On 07.09.2021 17:03, Elliott Mitchell wrote:
> On Tue, Sep 07, 2021 at 10:03:51AM +0200, Jan Beulich wrote:
>> On 06.09.2021 22:47, Elliott Mitchell wrote:
>>> On Mon, Sep 06, 2021 at 09:52:17AM +0200, Jan Beulich wrote:
>>>> On 06.09.2021 00:10, Elliott Mitchell wrote:
>>>>> I brought this up a while back, but it still appears to be present and
>>>>> the latest observations appear rather serious.
>>>>>
>>>>> I'm unsure of the entire set of conditions for reproduction.
>>>>>
>>>>> Domain 0 on this machine is PV (I think the BIOS enables the IOMMU, but
>>>>> this is an older AMD IOMMU).
>>>>>
>>>>> This has been confirmed with Xen 4.11 and Xen 4.14.  This includes
>>>>> Debian's patches, but those are mostly backports or environment
>>>>> adjustments.
>>>>>
>>>>> Domain 0 is presently using a 4.19 kernel.
>>>>>
>>>>> The trigger is creating a HVM or PVH domain where memory does not equal
>>>>> maxmem.
>>>>
>>>> I take it you refer to "[PATCH] x86/pod: Do not fragment PoD memory
>>>> allocations" submitted very early this year? There you said the issue
>>>> was with a guest's maxmem exceeding host memory size. Here you seem to
>>>> be talking of PoD in its normal form of use. Personally I uses this
>>>> all the time (unless enabling PCI pass-through for a guest, for being
>>>> incompatible). I've not observed any badness as severe as you've
>>>> described.
>>>
>>> I've got very little idea what is occurring as I'm expecting to be doing
>>> ARM debugging, not x86 debugging.
>>>
>>> I was starting to wonder whether this was widespread or not.  As such I
>>> was reporting the factors which might be different in my environment.
>>>
>>> The one which sticks out is the computer has an older AMD processor (you
>>> a 100% Intel shop?).
>>
>> No, AMD is as relevant to us as is Intel.
>>
>>>  The processor has the AMD NPT feature, but a very
>>> early/limited IOMMU (according to Linux "AMD IOMMUv2 functionality not
>>> available").
>>>
>>> Xen 4.14 refused to load the Domain 0 kernel as PVH (not enough of an
>>> IOMMU).
>>
>> That sounds odd at the first glance - PVH simply requires that there be
>> an (enabled) IOMMU. Hence the only thing I could imagine is that Xen
>> doesn't enable the IOMMU in the first place for some reason.
> 
> Doesn't seem that odd to me.  I don't know the differences between the
> first and second versions of the AMD IOMMU, but could well be v1 was
> judged not to have enough functionality to bother with.
> 
> What this does make me wonder is, how much testing was done on systems
> with functioning NPT, but disabled IOMMU?

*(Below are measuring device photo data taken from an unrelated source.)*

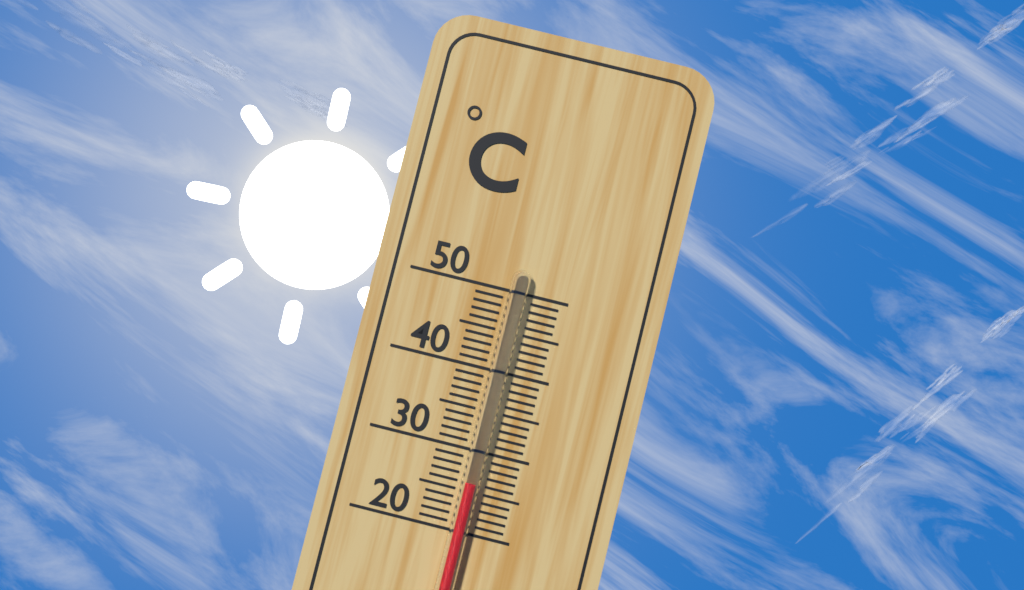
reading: 26 °C
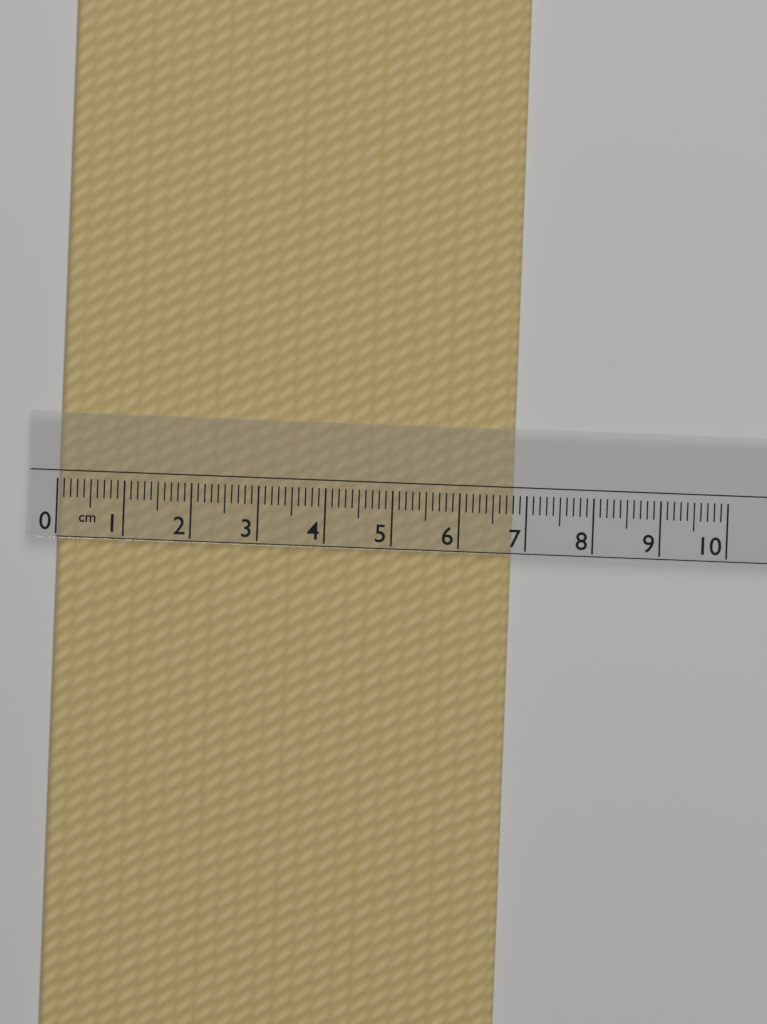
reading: 6.8 cm
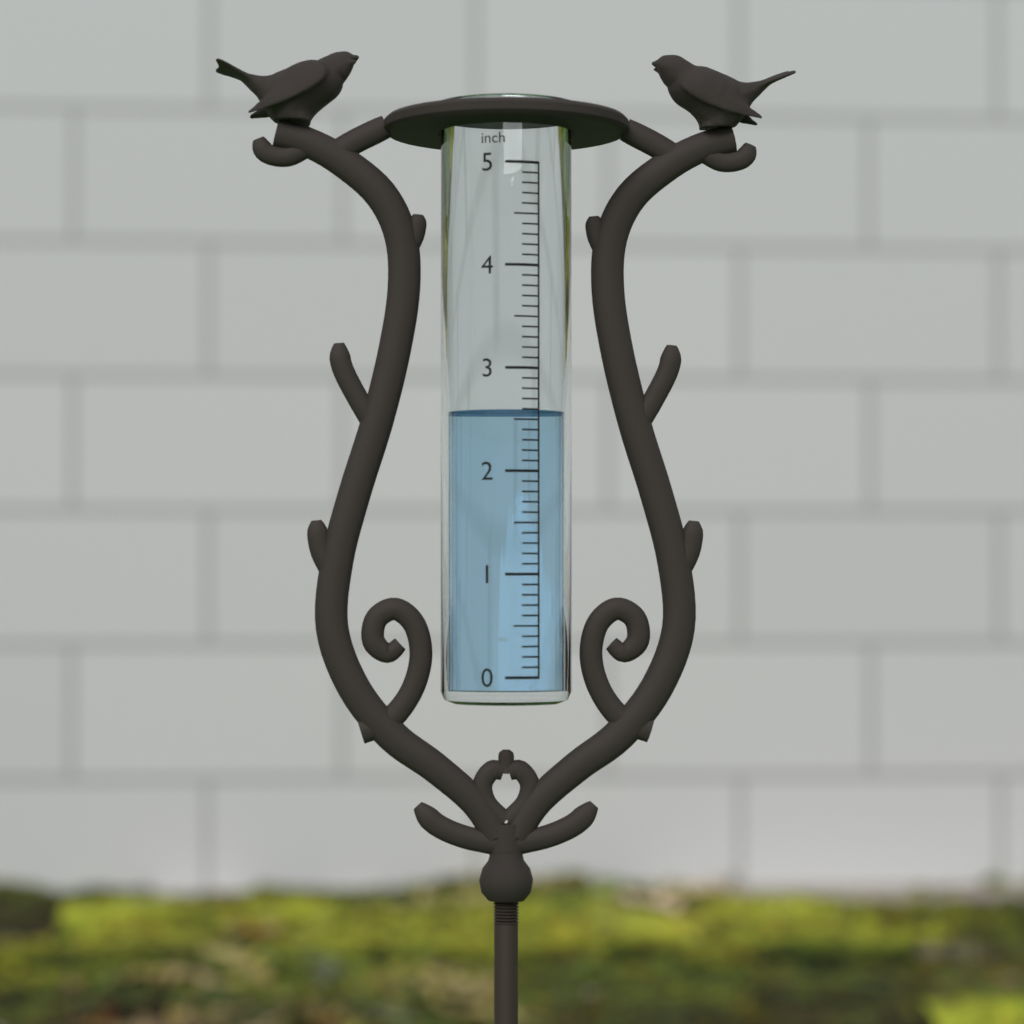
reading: 2.6 inch
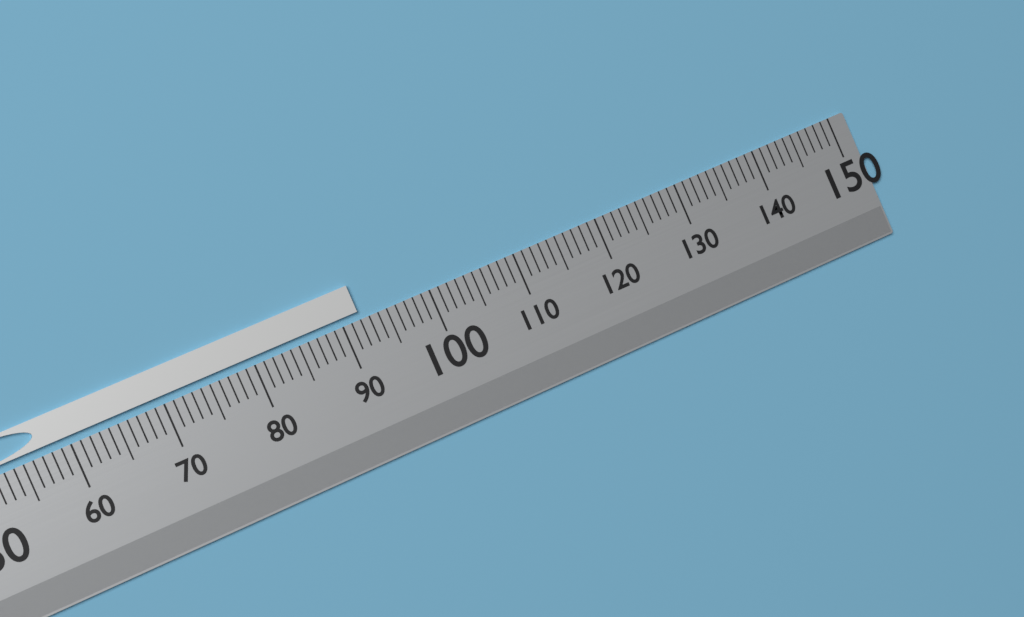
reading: 92 (no unit)
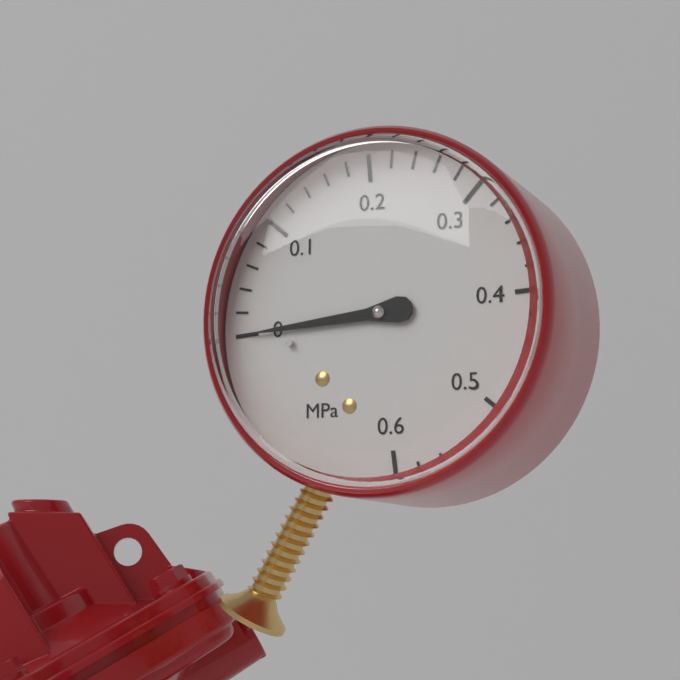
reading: 0.00 MPa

No idea. During development is may happen (rarely) that one disables
the IOMMU on purpose. Beyond that - can't tell.

>  Could be this system is in an
> intergenerational hole, and some spot in the PVH/HVM code makes an
> assumption of the presence of NPT guarantees presence of an operational
> IOMMU.  Otherwise if there was some copy and paste while writing IOMMU
> code, some portion of the IOMMU code might be checking for presence of
> NPT instead of presence of IOMMU.

This is all very speculative; I consider what you suspect not very likely,
but also not entirely impossible. This is not the least because for a
long time we've been running without shared page tables on AMD.

I'm afraid without technical data and without knowing how to repro, I
don't see a way forward here.

Jan




 


Rackspace

Lists.xenproject.org is hosted with RackSpace, monitoring our
servers 24x7x365 and backed by RackSpace's Fanatical Support®.